§ WHAT YOU NEED TO DO
Carry none of the pictures over; write out the complete data exactly.

§ INFORMATION SUPPLIED
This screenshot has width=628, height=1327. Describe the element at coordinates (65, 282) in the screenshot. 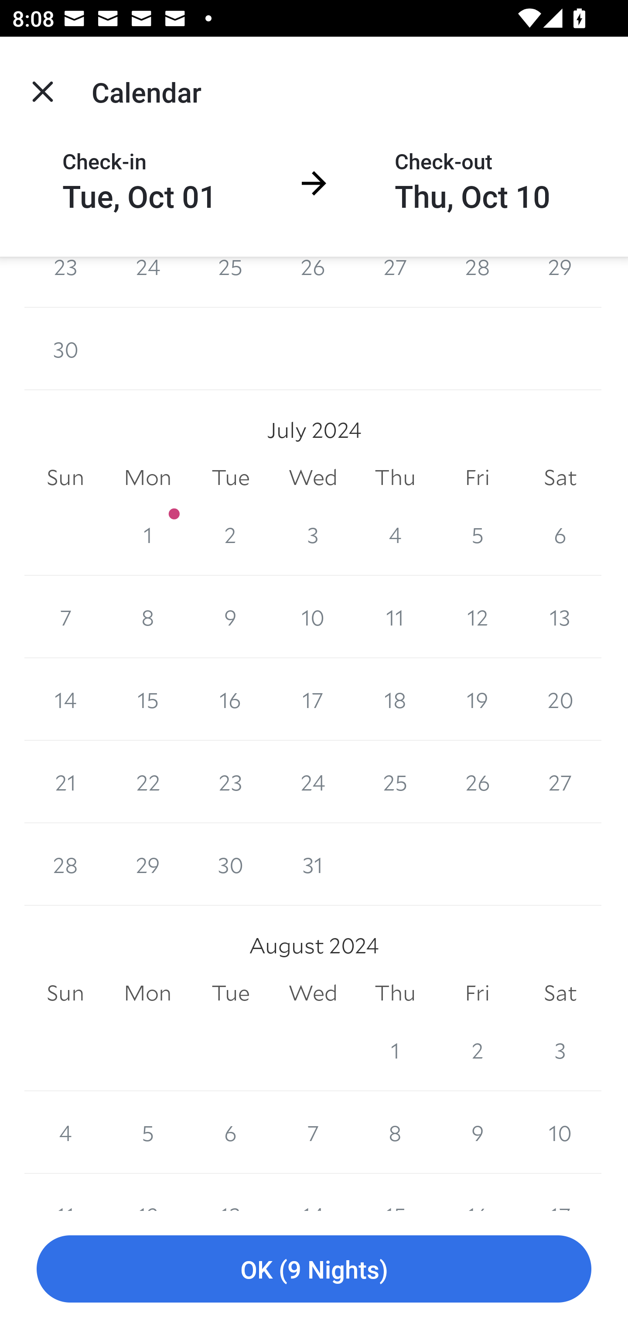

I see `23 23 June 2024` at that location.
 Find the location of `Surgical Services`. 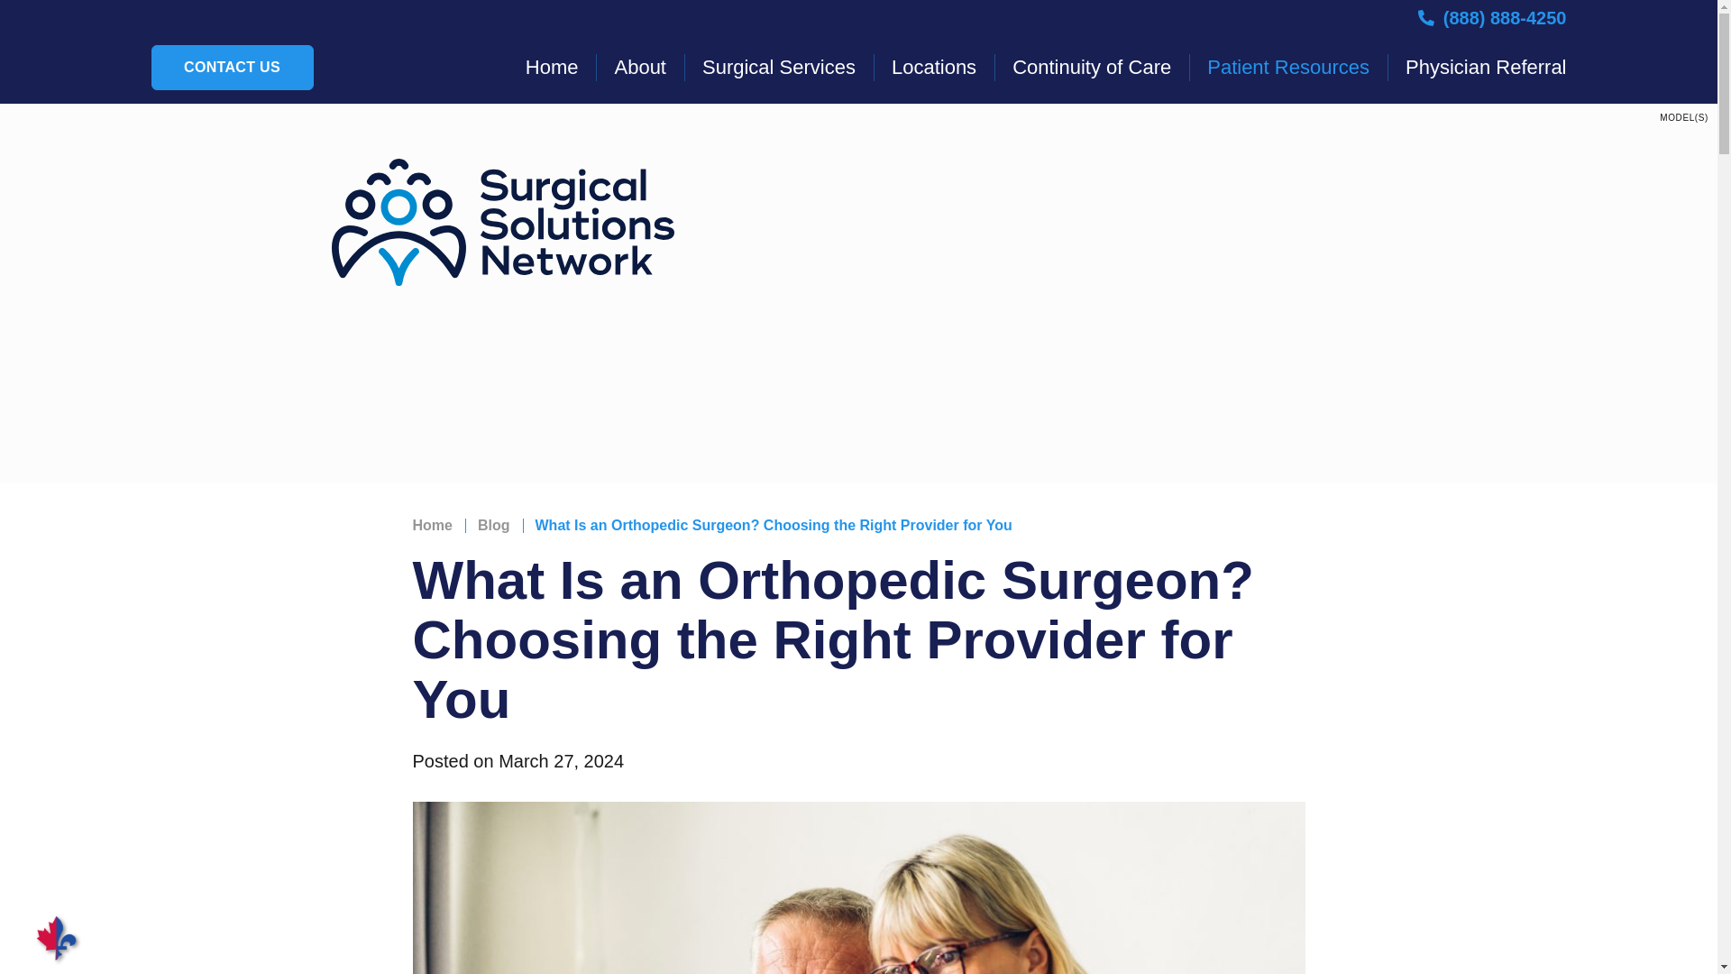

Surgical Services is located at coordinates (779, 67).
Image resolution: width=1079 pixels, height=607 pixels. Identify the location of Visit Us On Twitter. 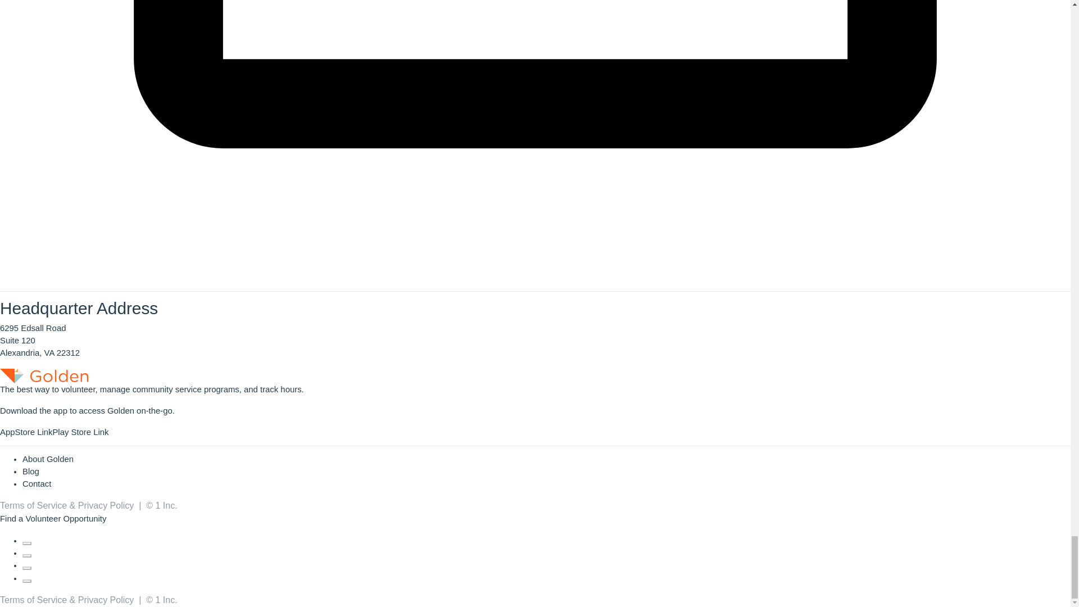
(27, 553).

§ EXERCISE ANSWER
This screenshot has width=628, height=1327. Describe the element at coordinates (65, 282) in the screenshot. 

I see `23 23 June 2024` at that location.
 Find the location of `Surgical Services`. 

Surgical Services is located at coordinates (779, 67).
Image resolution: width=1079 pixels, height=607 pixels. Identify the location of Visit Us On Twitter. 
(27, 553).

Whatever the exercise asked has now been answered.